The second part of the question is what he focused most of the piece on by basically stating that private consultants are needed if there aren't enough resources at a school. I've the dismal state of college counseling in California and we've found, more often than not, school counselors welcome any help to ease their work load, whether it be with dvd's, workshops, weekly newsletters with tips, etc.
Below is my response to his article....
As a private college consultant in the Los Angeles area, I've seen the tremendous need for college counseling supplementation. The counselor to student ratio in California is approaching 900:1 if it isn't already there. I regularly speak to schools and put on free college admission workshops for juniors and seniors. Yes, I’m busy and swamped year around, but I’m not so above the system that I can’t spend a few hours a month helping a public high school. Inside the public education system, we're seeing first hand, the challenge counselors face with overcrowded and underfunded schools. We spoke with one counselor and in addition to being the only college counselor at her school of 2,500 students, she's also in charge of GATE, IB testing and coordinating state mandated tests. She said she's lucky to spend more than 10 minutes with each student during the year and on average spends about 30 minutes over the course of 4 years with each student. Students need more than 30 minutes of college guidance while in high school.

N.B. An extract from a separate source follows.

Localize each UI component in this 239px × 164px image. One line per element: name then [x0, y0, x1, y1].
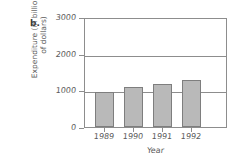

I personally believe students need about 5-10 hours of dedicated personalized college counseling; whether that comes from a private consultant or school counselor. Private college counseling doesn't need to be expensive and only available to the wealthy elite. A good private counselor will have a number of services available at several price points for families to choose. We recently launched an affordable package for families that gives them 5-6 hours of dedicated college counseling, self-discovery and essay editing for $499 and have seen incredible results for our students with as little as 5 hours of personalized help. Counselors we've talked to and worked with see private consultants as allies who make their job easier, we're all on the same team here.
Should a family be spending $25,000 on a pricey package? No. Should a family spend anywhere from $500-$5000 on private college counseling? If they need it. It's an invaluable investment in a child's future and I've seen, first hand, the profound impact our services have made in lives of our families....at every price point.
In the world of entrepreneurship, we're always trying to solve a problem. What's the problem in education? I've found there aren't enough college counselors in each high school to walk each student through their own college admission journey. Every student deserves that right because the the college admission process is a time of self-discovery, not just a rushed process with the end goal of college.